Deconstructing the "Humanitarian" Economic Argument
We are told that the international pressure and the threat of sanctions make the war economically unviable. This is a classic "middle-management" mindset. It prioritizes avoiding friction over achieving the objective.
The heavy hitters in global finance—the ones who actually move the needle—don't care about the optics of a conflict. They care about stability. A decisive, albeit brutal, conclusion to a conflict creates a predictable environment. An endless cycle of "mowing the grass" every two years is the definition of instability. It’s bad business.
The former ministers calling for an end to the fighting are essentially suggesting that Israel should pivot to a "maintenance mode." But you cannot maintain a house while the foundation is being actively hammered. You have to stop the hammering first.
Why the Status Quo is a Trap
The status quo prior to the conflict was a false economy. It was an era of "quiet for quiet" that allowed an adversary to build a subterranean city and an arsenal that decimated the tourism and tech sectors in a single day.
- The Intelligence Debt: For years, the Israeli establishment "leveraged" a calm border to pump the GDP. They were taking out a massive intelligence loan. On October 7th, the bill came due with predatory interest.
- The Military-Industrial Reality: War is a horrific catalyst for innovation. The Iron Beam laser system, drone integration, and AI-driven battlefield management aren't just tools for killing; they are the next decade of exportable IP.
- Resource Reallocation: Yes, the deficit is widening.
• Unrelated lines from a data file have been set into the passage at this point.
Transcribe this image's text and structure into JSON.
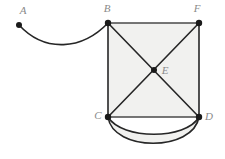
{
  "figure": {
    "background_color": "#ffffff",
    "face_fill_color": "#f1f1ef",
    "edge_color": "#262626",
    "label_color": "#8a8a8a",
    "vertex_color": "#1a1a1a",
    "width": 225,
    "height": 159
  },
  "vertices": [
    {
      "id": "A",
      "label": "A",
      "cx": 19,
      "cy": 25,
      "lx": 23,
      "ly": 11,
      "r": 3.0
    },
    {
      "id": "B",
      "label": "B",
      "cx": 108,
      "cy": 23,
      "lx": 107,
      "ly": 9,
      "r": 3.2
    },
    {
      "id": "F",
      "label": "F",
      "cx": 199,
      "cy": 23,
      "lx": 197,
      "ly": 9,
      "r": 3.2
    },
    {
      "id": "E",
      "label": "E",
      "cx": 154,
      "cy": 70,
      "lx": 165,
      "ly": 71,
      "r": 3.0
    },
    {
      "id": "C",
      "label": "C",
      "cx": 108,
      "cy": 117,
      "lx": 98,
      "ly": 116,
      "r": 3.2
    },
    {
      "id": "D",
      "label": "D",
      "cx": 199,
      "cy": 117,
      "lx": 209,
      "ly": 117,
      "r": 3.2
    }
  ],
  "edges": [
    {
      "id": "AB",
      "from": "A",
      "to": "B",
      "kind": "curve",
      "label": "A to B curved edge",
      "path": "M 19 25 C 45 53, 82 50, 108 23"
    },
    {
      "id": "BF",
      "from": "B",
      "to": "F",
      "kind": "straight",
      "label": "B to F top edge",
      "path": "M 108 23 L 199 23"
    },
    {
      "id": "BC",
      "from": "B",
      "to": "C",
      "kind": "straight",
      "label": "B to C left edge",
      "path": "M 108 23 L 108 117"
    },
    {
      "id": "FD",
      "from": "F",
      "to": "D",
      "kind": "straight",
      "label": "F to D right edge",
      "path": "M 199 23 L 199 117"
    },
    {
      "id": "CD",
      "from": "C",
      "to": "D",
      "kind": "straight",
      "label": "C to D bottom edge",
      "path": "M 108 117 L 199 117"
    },
    {
      "id": "BD",
      "from": "B",
      "to": "D",
      "kind": "straight",
      "label": "B to D diagonal through E",
      "path": "M 108 23 L 199 117"
    },
    {
      "id": "FC",
      "from": "F",
      "to": "C",
      "kind": "straight",
      "label": "F to C diagonal through E",
      "path": "M 199 23 L 108 117"
    },
    {
      "id": "CD_arc_inner",
      "from": "C",
      "to": "D",
      "kind": "arc",
      "label": "C to D inner arc",
      "path": "M 108 117 C 122 140, 186 140, 199 117"
    },
    {
      "id": "CD_arc_outer",
      "from": "C",
      "to": "D",
      "kind": "arc",
      "label": "C to D outer arc",
      "path": "M 108 117 C 113 152, 193 152, 199 117"
    }
  ],
  "faces": [
    {
      "id": "square-BFDC",
      "label": "square face B F D C",
      "path": "M 108 23 L 199 23 L 199 117 L 108 117 Z"
    },
    {
      "id": "lens-CD",
      "label": "lens face between the two C-D arcs",
      "path": "M 108 117 C 122 140, 186 140, 199 117 C 193 152, 113 152, 108 117 Z"
    }
  ]
}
But a deficit spent on permanent security is an investment. A deficit spent on "reconstruction" for a conflict that will inevitably restart is a donation to your own demise.
The People Also Ask: "Can't We Just Negotiate?"
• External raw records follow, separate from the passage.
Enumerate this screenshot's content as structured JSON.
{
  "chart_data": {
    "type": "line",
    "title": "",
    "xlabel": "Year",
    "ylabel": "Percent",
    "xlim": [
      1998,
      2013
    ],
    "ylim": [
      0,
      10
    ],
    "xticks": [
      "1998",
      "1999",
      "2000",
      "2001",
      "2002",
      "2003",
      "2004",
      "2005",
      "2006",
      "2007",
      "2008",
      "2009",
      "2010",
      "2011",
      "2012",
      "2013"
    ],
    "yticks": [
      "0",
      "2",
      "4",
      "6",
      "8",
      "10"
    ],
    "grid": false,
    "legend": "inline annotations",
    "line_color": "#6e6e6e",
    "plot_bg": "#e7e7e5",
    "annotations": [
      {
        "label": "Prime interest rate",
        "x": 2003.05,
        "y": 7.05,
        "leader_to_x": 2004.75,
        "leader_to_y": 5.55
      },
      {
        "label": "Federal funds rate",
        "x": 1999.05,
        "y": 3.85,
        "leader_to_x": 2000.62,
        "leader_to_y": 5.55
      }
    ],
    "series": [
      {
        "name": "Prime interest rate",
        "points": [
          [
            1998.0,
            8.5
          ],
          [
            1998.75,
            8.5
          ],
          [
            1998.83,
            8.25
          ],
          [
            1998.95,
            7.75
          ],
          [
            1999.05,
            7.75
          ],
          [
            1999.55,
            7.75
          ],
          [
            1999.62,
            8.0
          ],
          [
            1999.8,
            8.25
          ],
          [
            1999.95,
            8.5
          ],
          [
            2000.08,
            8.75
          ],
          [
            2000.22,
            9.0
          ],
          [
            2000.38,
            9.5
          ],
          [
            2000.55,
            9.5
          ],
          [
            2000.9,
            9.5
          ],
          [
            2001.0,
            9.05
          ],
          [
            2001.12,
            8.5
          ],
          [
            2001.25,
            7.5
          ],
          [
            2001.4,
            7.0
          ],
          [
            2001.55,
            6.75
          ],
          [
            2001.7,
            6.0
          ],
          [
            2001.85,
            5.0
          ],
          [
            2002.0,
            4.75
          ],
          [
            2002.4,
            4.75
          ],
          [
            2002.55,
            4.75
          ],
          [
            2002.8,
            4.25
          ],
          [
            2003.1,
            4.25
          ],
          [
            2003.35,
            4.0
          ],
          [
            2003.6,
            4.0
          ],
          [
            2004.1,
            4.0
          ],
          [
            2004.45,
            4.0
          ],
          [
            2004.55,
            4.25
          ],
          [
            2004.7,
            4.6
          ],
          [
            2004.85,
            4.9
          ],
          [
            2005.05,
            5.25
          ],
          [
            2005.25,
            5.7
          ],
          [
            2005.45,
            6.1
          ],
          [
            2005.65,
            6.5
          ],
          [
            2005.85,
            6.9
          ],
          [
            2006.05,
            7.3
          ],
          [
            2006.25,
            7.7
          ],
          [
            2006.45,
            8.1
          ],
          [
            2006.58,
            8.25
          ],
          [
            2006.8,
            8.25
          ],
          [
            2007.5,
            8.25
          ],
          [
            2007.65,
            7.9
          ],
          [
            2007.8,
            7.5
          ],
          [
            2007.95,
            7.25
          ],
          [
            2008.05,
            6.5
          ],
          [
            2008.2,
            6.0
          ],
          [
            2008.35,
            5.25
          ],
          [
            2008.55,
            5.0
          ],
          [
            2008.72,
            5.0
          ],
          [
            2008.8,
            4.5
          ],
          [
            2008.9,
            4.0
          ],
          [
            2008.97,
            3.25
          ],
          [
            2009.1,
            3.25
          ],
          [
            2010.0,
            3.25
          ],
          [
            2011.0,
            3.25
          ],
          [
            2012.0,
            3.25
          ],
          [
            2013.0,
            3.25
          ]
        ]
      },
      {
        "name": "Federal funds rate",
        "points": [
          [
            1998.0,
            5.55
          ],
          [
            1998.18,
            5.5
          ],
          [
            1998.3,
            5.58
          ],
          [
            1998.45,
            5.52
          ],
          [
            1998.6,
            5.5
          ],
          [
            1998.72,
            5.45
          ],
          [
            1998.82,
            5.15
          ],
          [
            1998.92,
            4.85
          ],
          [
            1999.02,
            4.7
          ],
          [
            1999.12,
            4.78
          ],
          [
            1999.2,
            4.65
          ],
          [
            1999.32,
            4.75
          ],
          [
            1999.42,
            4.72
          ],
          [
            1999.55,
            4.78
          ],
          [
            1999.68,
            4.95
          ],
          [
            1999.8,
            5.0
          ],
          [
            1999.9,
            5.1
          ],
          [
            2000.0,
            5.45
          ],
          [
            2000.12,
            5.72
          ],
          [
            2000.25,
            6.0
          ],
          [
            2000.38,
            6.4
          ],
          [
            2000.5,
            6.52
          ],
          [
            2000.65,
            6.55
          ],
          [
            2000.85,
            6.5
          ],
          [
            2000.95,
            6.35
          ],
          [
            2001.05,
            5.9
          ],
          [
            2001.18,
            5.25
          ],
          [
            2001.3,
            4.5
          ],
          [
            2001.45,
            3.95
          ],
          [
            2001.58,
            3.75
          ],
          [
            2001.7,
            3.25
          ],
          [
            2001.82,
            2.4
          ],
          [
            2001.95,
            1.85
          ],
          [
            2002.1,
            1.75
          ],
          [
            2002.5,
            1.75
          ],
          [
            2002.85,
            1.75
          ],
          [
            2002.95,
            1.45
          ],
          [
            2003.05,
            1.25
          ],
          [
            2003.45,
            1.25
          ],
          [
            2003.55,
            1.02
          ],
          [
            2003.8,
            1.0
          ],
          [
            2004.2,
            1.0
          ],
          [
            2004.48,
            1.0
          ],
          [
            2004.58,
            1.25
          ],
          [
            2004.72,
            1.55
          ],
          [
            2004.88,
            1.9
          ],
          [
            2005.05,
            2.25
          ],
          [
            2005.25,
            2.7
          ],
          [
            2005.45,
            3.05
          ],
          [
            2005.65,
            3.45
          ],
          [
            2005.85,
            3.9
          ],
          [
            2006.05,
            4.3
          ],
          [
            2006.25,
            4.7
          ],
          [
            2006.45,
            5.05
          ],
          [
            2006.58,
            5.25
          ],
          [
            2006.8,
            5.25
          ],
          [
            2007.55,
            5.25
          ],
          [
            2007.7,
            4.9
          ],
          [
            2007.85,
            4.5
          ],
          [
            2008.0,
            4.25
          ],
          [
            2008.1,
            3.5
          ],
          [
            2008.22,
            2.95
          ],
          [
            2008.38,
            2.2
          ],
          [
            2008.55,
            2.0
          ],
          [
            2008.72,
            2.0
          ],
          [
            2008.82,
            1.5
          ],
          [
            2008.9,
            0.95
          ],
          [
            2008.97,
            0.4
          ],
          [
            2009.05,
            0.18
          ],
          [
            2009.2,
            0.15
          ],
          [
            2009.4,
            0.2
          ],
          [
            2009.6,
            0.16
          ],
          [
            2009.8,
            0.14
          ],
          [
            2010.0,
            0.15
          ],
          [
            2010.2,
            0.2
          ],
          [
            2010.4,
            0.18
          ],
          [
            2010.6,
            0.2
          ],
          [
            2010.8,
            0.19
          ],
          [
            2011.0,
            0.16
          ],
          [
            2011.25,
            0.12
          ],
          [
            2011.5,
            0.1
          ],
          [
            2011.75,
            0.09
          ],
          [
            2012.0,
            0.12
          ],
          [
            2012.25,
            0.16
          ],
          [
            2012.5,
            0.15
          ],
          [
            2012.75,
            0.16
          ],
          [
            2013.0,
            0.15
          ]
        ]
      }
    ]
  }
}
This is the most dangerous question because it sounds so reasonable. In a boardroom, you negotiate when both parties want the company to survive. In this theater, one party's "success metric" is the total dissolution of the other's "company."
You cannot negotiate a merger with an entity that has "liquidation of your assets" as its primary mission statement. To suggest that the war has no purpose is to suggest that survival has no price tag.
I’ve watched companies try to "negotiate" with disruptive competitors who were playing by a completely different set of rules. Those companies are now case studies in what not to do. You don't negotiate with a disruptor whose goal is to make you obsolete. You outlast them, or you destroy their ability to compete.
The Hard Truth About "Victory"
The critics say "victory" isn't defined. Here is a definition for the accountants: Victory is the point at which the cost of maintaining the peace is lower than the cost of preparing for the next war.
We aren't there yet.
Every day the war continues is a day the "security premium" is being paid in full. Stopping now is like stopping a course of antibiotics because you "feel better" on day three. All you’ve done is ensure the infection comes back stronger and more resistant to your cure.
The former minister and his ilk are advocating for a national relapse. They are focused on the quarterly report of 2024 while the 2030 projections are being lit on fire.
The war serves a purpose. It is the most expensive, painful, and necessary audit in the history of the state. It is identifying the rot in the security doctrine, the failures in the "high-tech-only" defense strategy, and the sheer necessity of a ground-game that can hold territory.
You don't finish an audit halfway through because the accountants are tired. You finish it when you know where every cent—and every threat—is buried.
Stop looking for the "off-ramp." The off-ramp is a cliff. The only way out is through the objective.
Build the bridge or don't. But don't complain about the cost of the cement while you're standing in the middle of a half-finished span over an abyss.
Secure the border. Finish the threat. Then, and only then, can you talk about the economy. Because without a border, you don't have an economy; you have a target.